Auditorium Memories

This space is typically devoted to group fitness, exercise, and the happenings of BodyPump, but today, the ball is bouncing in another direction.

Unless you’ve been living under a rock for the last year, you might know that this winter’s high school basketball tournament will have a historic significance in the context that it’s the last year Maine’s top hoopsters will take charges, hit jump shots and hoist gold balls at the Bangor Auditorium.

The Old Barn on Dutton Street – sorry, the term “Mecca” is as overused as any Taylor Swift or Katy Perry song – is set to close its doors after the final buzzer sounds on this season’s tournament. The Auditorium will be demolished this spring with the sparkling new Cross Insurance Center slated to open this fall.

While the Auditorium has longstanding memories for myself as a fan and a journalist, it is, to put it bluntly, dilapidated, outdated and past its prime. It’s time for it to go. The memories, however, will never fade.

It’s the place where entire communities migrate to every February. It’s a rite of passage for folks in towns such as Presque Isle, Jonesport, Washburn, Deer Isle. If any of these teams are playing in regional or state championships, you’d be hard-pressed to find anyone in town. You see old friends you haven’t seen since your last high school reunion. Complete strangers become best friends. Schools steal their peers’ student-section chants.

When I was a sportswriter for this newspaper, those 2 weeks in late February were always marked on my calendar. Not just because I’d be watching basketball and bringing home a steady paycheck for it, but with each game comes a memory.

Obviously, I grew up around sportswriting, having gone to many games as a lad while my father sat at the press table, observing games with a keen eye. In between flirting with girls in the stands and weaseling money for peanut butter cups from dad, I witnessed some memorable hoop moments, such as Cindy Blodgett leading Lawrence to four straight gold balls, Jason Leighton’s half-court heave for Brewer in 1995 (sorry Caribou fans, I’m not old enough to remember Mike Thurston’s buzzer-beater), and Joe Campbell’s once-in-a-lifetime flip in 2001.

Unfortunately, during my days at Brewer High, we didn’t make too many Auditorium memories, save for getting pummeled by Ralph Mims and Brunswick in a semifinal in 2003 and Heather Ernest and Mt. Blue knocking our girls out of the tourney in 2000. But a few years later, my own niche would be carved out.

Tourney week serves as a purpose for all of us in the sportswriting world, whether it be covering the games, carving out outstanding stories, or just sneaking out of the Daily Planet for a couple hours to knock back a Coke and munch on a couple hot dogs. For me, it served all those purposes and then some. Of course, there were some outstanding teams I had the honor to cover, including the “Cardiac Calais” girls team from 2010, the dominant Waterville girls team from 2009, the 2010 Fort Fairfield girls, who were generous enough to send me an autographed picture soon after they brought the gold ball back to the County, and the 2011 Hampden Academy girls.

The memories of the Bangor Auditorium will last a lifetime.

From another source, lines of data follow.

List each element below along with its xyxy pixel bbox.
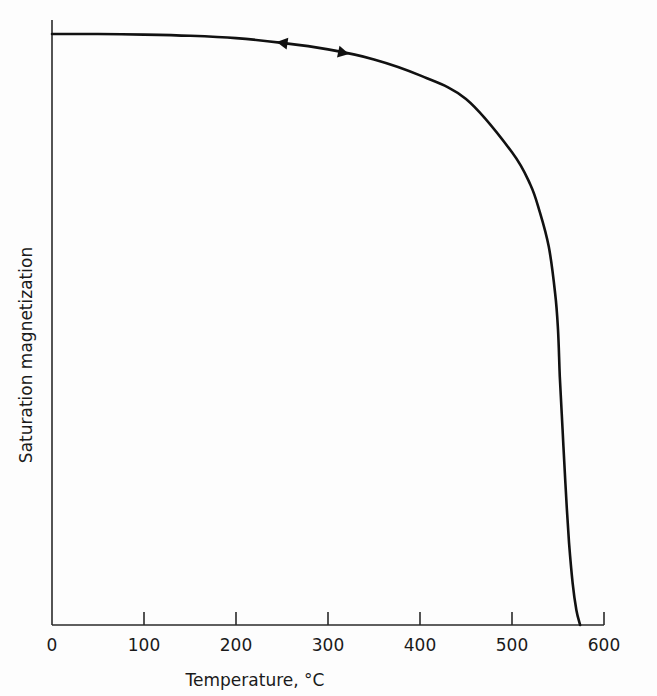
x-tick-label: 400 [404, 635, 436, 655]
x-tick-label: 200 [220, 635, 252, 655]
x-tick-label: 300 [312, 635, 344, 655]
magnetization-curve [52, 34, 580, 625]
x-axis-ticks [144, 612, 604, 625]
chart-canvas: 0 100 200 300 400 500 600 Temperature, °… [0, 0, 657, 696]
axes [52, 20, 604, 625]
x-tick-label: 500 [496, 635, 528, 655]
x-tick-label: 600 [588, 635, 620, 655]
y-axis-title: Saturation magnetization [16, 247, 36, 463]
x-axis-title: Temperature, °C [185, 670, 325, 690]
arrow-right-icon [337, 46, 349, 58]
x-tick-label: 100 [128, 635, 160, 655]
x-tick-label: 0 [47, 635, 58, 655]
x-axis-tick-labels: 0 100 200 300 400 500 600 [47, 635, 621, 655]
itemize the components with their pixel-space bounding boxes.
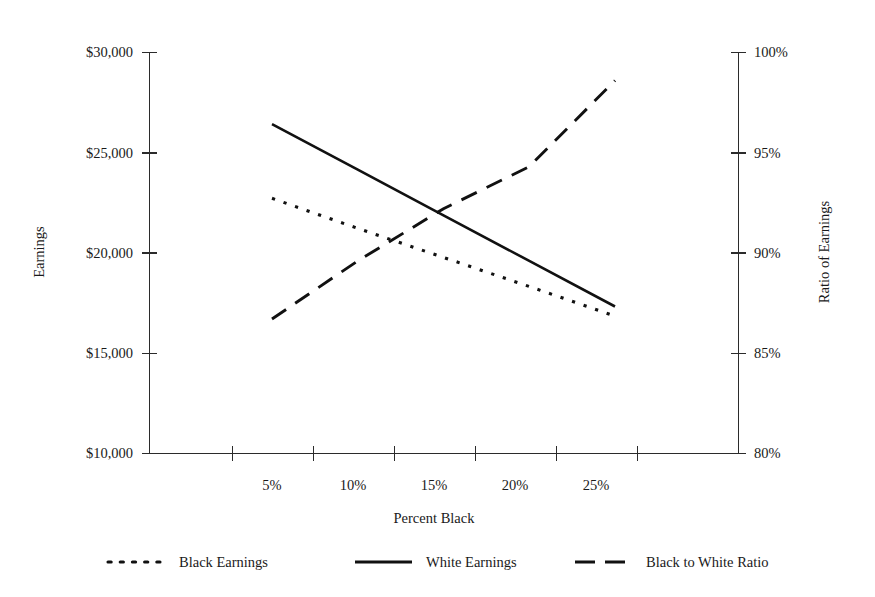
bottom-axis-tick-labels: 5% 10% 15% 20% 25% — [262, 477, 609, 493]
legend-label: Black Earnings — [179, 554, 268, 570]
right-tick-label: 85% — [754, 345, 781, 361]
left-tick-label: $30,000 — [86, 44, 133, 60]
left-axis-tick-labels: $30,000 $25,000 $20,000 $15,000 $10,000 — [86, 44, 133, 461]
left-tick-label: $10,000 — [86, 445, 133, 461]
bottom-tick-label: 5% — [262, 477, 281, 493]
series-lines — [272, 81, 615, 319]
y2-axis-title: Ratio of Earnings — [816, 201, 832, 304]
right-tick-label: 90% — [754, 245, 781, 261]
chart-legend: Black Earnings White Earnings Black to W… — [108, 554, 769, 570]
bottom-tick-label: 20% — [502, 477, 529, 493]
legend-item-white-earnings[interactable]: White Earnings — [355, 554, 517, 570]
right-tick-label: 95% — [754, 145, 781, 161]
left-tick-label: $15,000 — [86, 345, 133, 361]
chart-figure: $30,000 $25,000 $20,000 $15,000 $10,000 … — [0, 0, 875, 597]
left-tick-label: $20,000 — [86, 245, 133, 261]
axis-lines — [150, 52, 739, 454]
legend-item-black-to-white-ratio[interactable]: Black to White Ratio — [575, 554, 769, 570]
legend-label: Black to White Ratio — [646, 554, 769, 570]
bottom-tick-label: 10% — [340, 477, 367, 493]
right-tick-label: 100% — [754, 44, 788, 60]
right-tick-label: 80% — [754, 445, 781, 461]
series-line-white-earnings — [272, 124, 615, 306]
legend-item-black-earnings[interactable]: Black Earnings — [108, 554, 268, 570]
right-axis-tick-labels: 100% 95% 90% 85% 80% — [754, 44, 788, 461]
left-tick-label: $25,000 — [86, 145, 133, 161]
bottom-tick-label: 15% — [421, 477, 448, 493]
bottom-tick-label: 25% — [583, 477, 610, 493]
legend-label: White Earnings — [426, 554, 517, 570]
line-chart: $30,000 $25,000 $20,000 $15,000 $10,000 … — [0, 0, 875, 597]
x-axis-title: Percent Black — [394, 510, 476, 526]
series-line-black-to-white-ratio — [272, 81, 615, 319]
y-axis-title: Earnings — [31, 226, 47, 278]
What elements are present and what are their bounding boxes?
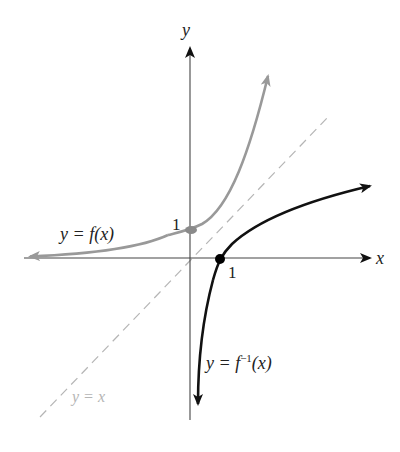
finv-label: y = f−1(x) <box>206 352 272 374</box>
y-axis-label: y <box>182 20 190 41</box>
finv-intercept-point <box>215 254 225 264</box>
tick-x-one: 1 <box>228 263 237 283</box>
identity-line <box>40 117 328 417</box>
tick-y-one: 1 <box>172 215 181 235</box>
finv-label-prefix: y = f <box>206 353 240 373</box>
finv-label-sup: −1 <box>240 352 252 364</box>
inverse-function-diagram: y x 1 1 y = f(x) y = f−1(x) y = x <box>0 0 400 452</box>
identity-label: y = x <box>72 388 105 406</box>
finv-curve <box>198 280 213 404</box>
x-axis-label: x <box>376 248 384 269</box>
f-intercept-point <box>185 226 197 234</box>
f-curve-upper <box>168 76 268 235</box>
f-label: y = f(x) <box>60 224 114 245</box>
finv-curve-upper <box>213 186 370 280</box>
finv-label-suffix: (x) <box>252 353 272 373</box>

Parise Rossignol, Garet Beal and Mitchell Worcester, among others, will have plenty of stories to tell their grandchildren in 50 years. They’ll be playing in the final games in a building in which their relatives had their own shining moments. What memories will this year’s tourney bring? We won’t know until the ball is tipped on Friday afternoon. But I’m sure there will be a few, “The last one out, turn out the lights” on the balcony railings when the final game at the old barn, the Class C boys state championship, is played.

See you at the Auditorium. You’ll find me in my usual spot at center-court, maybe wtih a hot dog and a Coke. Cheers to the memories, and prospective new beginnings at the new arena.

Ryan McLaughlin

About Ryan McLaughlin

BDN sports reporter Ryan McLaughlin grew up in Brewer and is a lifelong fan of the New England Patriots, Boston Red Sox, Boston Celtics and Boston Bruins. In "The Boston Blitz" he'll be sharing his perspective with BDN readers about what's happening on the Boston professional sports scene.